Luckily for me, there weren’t many Felicity Portmans in the Pittsburgh area. Or anywhere, for that matter. A little online digging and social media stalking gave me the home address—if you could even call the mansion they lived in a home. A quick property records search showed a house so steeped in opulence and notoriety that it had its own name, the Execution Estate. Not the most welcome-home designation, but who cared when you had three stories of classical-meets-modern splendor?
The challenging part was figuring out a way to randomly run into Vera Portman—my sister’s name, I came to learn—without drawing attention to myself. I wasn’t even sure why I needed to meet her, or what I would say. I didn’t want to completely upend her world…or did I? I wasn’t sure what I wanted anymore. Just a connection.
The little girl had constant activities: school, gymnastics class, soccer.
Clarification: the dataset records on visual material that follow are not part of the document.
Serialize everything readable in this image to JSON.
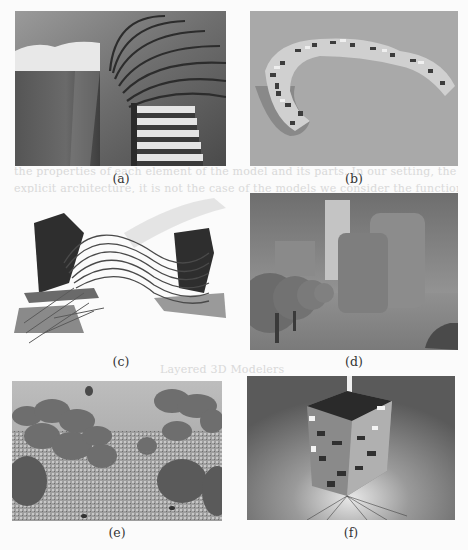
{
  "figure": {
    "panels": [
      {
        "id": "a",
        "caption": "(a)",
        "subject": "spiral-staircase-render"
      },
      {
        "id": "b",
        "caption": "(b)",
        "subject": "voxel-arc-sculpture-render"
      },
      {
        "id": "c",
        "caption": "(c)",
        "subject": "twisted-ribbon-structure-render"
      },
      {
        "id": "d",
        "caption": "(d)",
        "subject": "foggy-cityscape-spheres-render"
      },
      {
        "id": "e",
        "caption": "(e)",
        "subject": "mushroom-field-balloon-render"
      },
      {
        "id": "f",
        "caption": "(f)",
        "subject": "exploding-cube-tower-render"
      }
    ]
  },
  "bleed_through_text": {
    "line1": "the properties of each element of the model and its parts. In our setting, the tool are geometric for",
    "line2": "explicit architecture, it is not the case of the models we consider the functional",
    "line3": "ArtStudio and interaction using the graphical ... graphs and NSC",
    "heading": "Layered 3D Modelers",
    "line4": "The usage of FOG and XL is not realistic as the GeoNV Modeler. Its imple-"
  },
  "colors": {
    "page": "#fbfbfb",
    "caption_text": "#333333",
    "panel_b_bg": "#a9a9a9",
    "panel_d_sky": "#8c8c8c",
    "panel_f_bg": "#7a7a7a"
  }
}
I couldn’t just sit in front of their house, spying, and get hauled off by the cops. Lucky for me the house was in a remote, rustic area, and there was a dilapidated barn down the road, reachable by an overgrown cow path from bygone days when the woods were surrounded by farmland. The path was rough on my car, but I was able to park behind the barn and spy on the Portmans with compact binoculars with an excellent zoom—thank you, Amazon! And the few instances where they went out to dinner or to get ice cream—a family favorite, I quickly realized—Vera doted on her little brother, who was always in tow. But my persistence eventually paid off. One random outing to a nearby park, and the golden opportunity presented itself.